Let’s say that Cristiano is failing him, like Bruce Willis, the sixth Sense. The obvious escapes him. The years weigh on her, even though her pride remains intact. He is not considered appealed even when he barely has a contract left in Saudi Arabia, where he will also play soccer. “Is [un contrato] unique because I am a unique footballer”, he smiled in his presentation. “It is a great opportunity not only for football, but to change the mentality of the new generations”.
If it is an opportunity for sport, no European or American will be there to see it. And if it serves to change the mentality of the new generations, it will not be the Arabs. At least the clarity is appreciated. Cristiano Ronaldo not only set out to betray the fans who adored him with his desperate offer to Atlético Madrid and Manchester City. His pride catapulted him further.
Cristiano will be the image of the tyranny that dismembered the journalist Jamal Khashoggithen a columnist for The Washington Post, and applies the death penalty as a divine condemnation. And perhaps worst of all. He will pawn his image so that the 2030 World Cup is not for his country and his compatriots, with the candidacy of Spain and Portugal, but for Mohamed Bin Salman: the king who will boast of the emeritus striker like his thoroughbreds, his team in England or his crime without punishment.
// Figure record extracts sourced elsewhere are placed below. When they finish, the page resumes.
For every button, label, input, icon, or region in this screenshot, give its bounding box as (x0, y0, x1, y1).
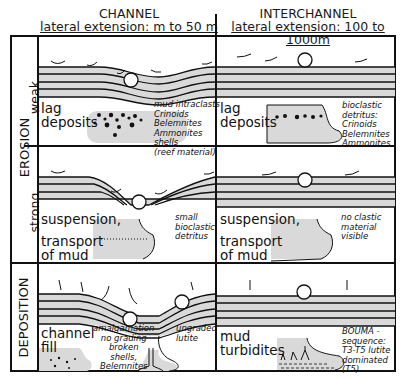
weak-interchannel-notes: bioclasticdetritus:CrinoidsBelemnitesAmm… (342, 101, 390, 149)
strong-interchannel-notes: no clasticmaterialvisible (341, 213, 381, 242)
deposition-label: DEPOSITION (16, 263, 31, 373)
channel-header: CHANNEL lateral extension: m to 50 m (40, 7, 218, 33)
strong-channel-notes: smallbioclasticdetritus (175, 213, 215, 242)
strong-channel-process: suspension, transportof mud (41, 212, 121, 262)
strong-interchannel-process: suspension, transportof mud (220, 212, 300, 262)
deposition-channel-process: channelfill (41, 326, 94, 354)
deposition-interchannel-process: mudturbidites (220, 329, 285, 357)
channel-subtitle: lateral extension: m to 50 m (40, 20, 218, 33)
deposition-interchannel-notes: BOUMA -sequence:T3-T5 lutitedominated(T5… (342, 327, 390, 375)
deposition-channel-notes-2: ungradedlutite (176, 324, 217, 343)
weak-channel-process: lagdeposits (41, 101, 98, 129)
deposition-channel-notes: amalgamationno gradingbrokenshells,Belem… (93, 324, 154, 372)
weak-interchannel-process: lagdeposits (220, 101, 277, 129)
Cristiano’s moral corruption is comparable to that of the Kaili clan, serving Qatar from positions of power in the European Union. They will sell dozens of alibis. They will say that they open the country to the world. But you don’t have to be Wittgenstein to decipher the reason for the infamy. Europe, unlike the Arab kingdoms, does not need wads of cash to persuade them of the virtues of their culture. But there will always be Europeans, like Cristiano, open to the best adversary (Russia, Arabia, Morocco), ready to sacrifice anything for money they don’t need.